Fey: Michael McCullers, the writer-director, wanted to do something for the two of us and came to (“Saturday Night Live” creator) Lorne (Michaels). And we were like, “Great.” Nobody ever wants to give you something. … This is a completely dude-safe movie.

Poehler: It is very dude-safe.

Q: What do you mean by dude-safe?

Fey: There are plenty of jokes in there. They’re not gonna sit there and be, like, “Oh, my God, I can’t believe my wife dragged me to the movie ‘Wedding Fight.’ “

Q: You both write as well as perform your material, but you don’t have writing credits on “Baby Mama.” Does that mean your input on the film was more scene-to-scene?

Fey: I think it went how we wanted it, which was, like, he (McCullers) did all the story breaking and heavy lifting and writing the actual movie. And then he let us improvise our dialogue a little bit. If we had a joke, he would add it.

Poehler: Weirdly, I’m gonna get a “head of the studio” credit. I forgot to tell you.

Fey: I got “craft services removal.” Is that because I ate a lot?

Q: “Baby Mama” is a breakout role for you, Amy, where we see your chops in more than five-minute bursts of wacky sketches. With Tina on “30 Rock,” you’ve both now had to go from being funny in five-minute spurts to playing more real and three-dimensional characters.

Poehler: Every comedian – at least me, I’ll speak for myself – wants to be considered an actor. … I’ve kind of played arch characters that come in and try to be kind of crazy and leave. So I was excited to actually hunker down a little bit. “Feel the Earth,” as my yoga teacher would say.

Q: That’s what was such a revelation about seeing Steve Carell in “The 40-Year-Old Virgin.” You loved him as a correspondent on “The Daily Show,” but were you really going to be able to care about him for 90 minutes?

Fey: Amy and I saw Steve onstage at Second City before he ever went to “The Dana Carvey Show,” and I felt like I knew – wait until people really see what this guy can do. He was so brilliant, and it was kind of fun just to watch it unfold. He has such a warmth to him. I thought he was just so great in “40-Year-Old Virgin” because he had such vulnerability and warmth and pathos.

Q: You’re both in your late 30s but really now hitting your stride. Is being funny the key for a woman to survive a show business career where 32 is otherwise over the hill?

Poehler: If I could be where I’m at, but back it up five years, I’d be psyched. … But, however, if this kind of stuff had happened to me when I was 26, I don’t know if I’d be able to (handle it).

Fey: I think in a way “SNL” is a mixed blessing. Because you have to generate your own stuff there, you feel like you are always going to be able to come up with something for yourself; you feel independent of the system in a way that is either great or completely foolhardy.

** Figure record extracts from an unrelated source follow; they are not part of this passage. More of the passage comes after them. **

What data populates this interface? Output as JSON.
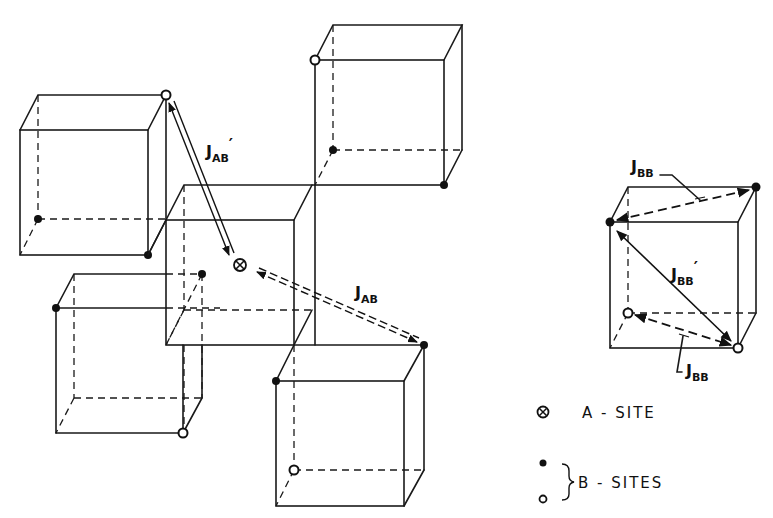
{
  "figure": {
    "type": "crystal-lattice exchange diagram",
    "background": "#ffffff",
    "ink": "#111111"
  },
  "cubes": [
    {
      "id": "upper-left",
      "front": [
        20,
        130,
        148,
        255
      ],
      "offset": [
        18,
        -35
      ],
      "sites": [
        {
          "x": 166,
          "y": 95,
          "kind": "open"
        },
        {
          "x": 38,
          "y": 219,
          "kind": "filled"
        },
        {
          "x": 148,
          "y": 255,
          "kind": "filled"
        }
      ]
    },
    {
      "id": "center",
      "front": [
        166,
        220,
        294,
        345
      ],
      "offset": [
        18,
        -35
      ],
      "sites": []
    },
    {
      "id": "top-right",
      "front": [
        315,
        60,
        444,
        185
      ],
      "offset": [
        18,
        -35
      ],
      "sites": [
        {
          "x": 315,
          "y": 60,
          "kind": "open"
        },
        {
          "x": 333,
          "y": 150,
          "kind": "filled"
        },
        {
          "x": 444,
          "y": 185,
          "kind": "filled"
        }
      ]
    },
    {
      "id": "lower-left",
      "front": [
        56,
        308,
        183,
        433
      ],
      "offset": [
        18,
        -34
      ],
      "sites": [
        {
          "x": 56,
          "y": 308,
          "kind": "filled"
        },
        {
          "x": 202,
          "y": 274,
          "kind": "filled"
        },
        {
          "x": 183,
          "y": 433,
          "kind": "open"
        }
      ]
    },
    {
      "id": "lower-right",
      "front": [
        276,
        381,
        404,
        506
      ],
      "offset": [
        20,
        -36
      ],
      "sites": [
        {
          "x": 276,
          "y": 381,
          "kind": "filled"
        },
        {
          "x": 424,
          "y": 345,
          "kind": "filled"
        },
        {
          "x": 294,
          "y": 470,
          "kind": "open"
        }
      ]
    },
    {
      "id": "right-bb",
      "front": [
        610,
        222,
        738,
        348
      ],
      "offset": [
        18,
        -35
      ],
      "sites": [
        {
          "x": 610,
          "y": 222,
          "kind": "filled"
        },
        {
          "x": 756,
          "y": 187,
          "kind": "filled"
        },
        {
          "x": 628,
          "y": 313,
          "kind": "open"
        },
        {
          "x": 738,
          "y": 348,
          "kind": "open"
        }
      ]
    }
  ],
  "a_site": {
    "x": 240,
    "y": 265
  },
  "interactions": [
    {
      "name": "J_AB_prime",
      "main": "J",
      "sub": "AB",
      "prime": "′",
      "style": "double-solid",
      "from": [
        171,
        101
      ],
      "to": [
        233,
        255
      ],
      "label_pos": [
        206,
        162
      ]
    },
    {
      "name": "J_AB",
      "main": "J",
      "sub": "AB",
      "prime": "",
      "style": "double-dashed",
      "from": [
        418,
        343
      ],
      "to": [
        256,
        273
      ],
      "label_pos": [
        355,
        303
      ]
    },
    {
      "name": "J_BB_prime",
      "main": "J",
      "sub": "BB",
      "prime": "′",
      "style": "solid",
      "from": [
        617,
        232
      ],
      "to": [
        733,
        342
      ],
      "label_pos": [
        672,
        283
      ]
    },
    {
      "name": "J_BB_top",
      "main": "J",
      "sub": "BB",
      "prime": "",
      "style": "dashed",
      "from": [
        615,
        221
      ],
      "to": [
        750,
        190
      ],
      "label_pos": [
        631,
        175
      ]
    },
    {
      "name": "J_BB_bottom",
      "main": "J",
      "sub": "BB",
      "prime": "",
      "style": "dashed",
      "from": [
        634,
        314
      ],
      "to": [
        733,
        346
      ],
      "label_pos": [
        686,
        378
      ]
    }
  ],
  "labels": {
    "jab_prime": {
      "main": "J",
      "sub": "AB",
      "prime": "′"
    },
    "jab": {
      "main": "J",
      "sub": "AB"
    },
    "jbb_prime": {
      "main": "J",
      "sub": "BB",
      "prime": "′"
    },
    "jbb_top": {
      "main": "J",
      "sub": "BB"
    },
    "jbb_bottom": {
      "main": "J",
      "sub": "BB"
    }
  },
  "legend": {
    "a_site_label": "A - SITE",
    "b_sites_label": "B - SITES",
    "a_symbol": "⊗",
    "b_symbols": [
      "filled-circle",
      "open-circle"
    ]
  }
}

Poehler: I think we both tend to be kind of late bloomers. We’ve always been attracted, both of us, to late bloomers in general anyway. There’s a lot of women in comedy right now that are actually our age. … All similar age. I don’t know what that means.

Fey: That we’re not alone being in that position.

Poehler: All our mothers took a very interesting drug when they were pregnant.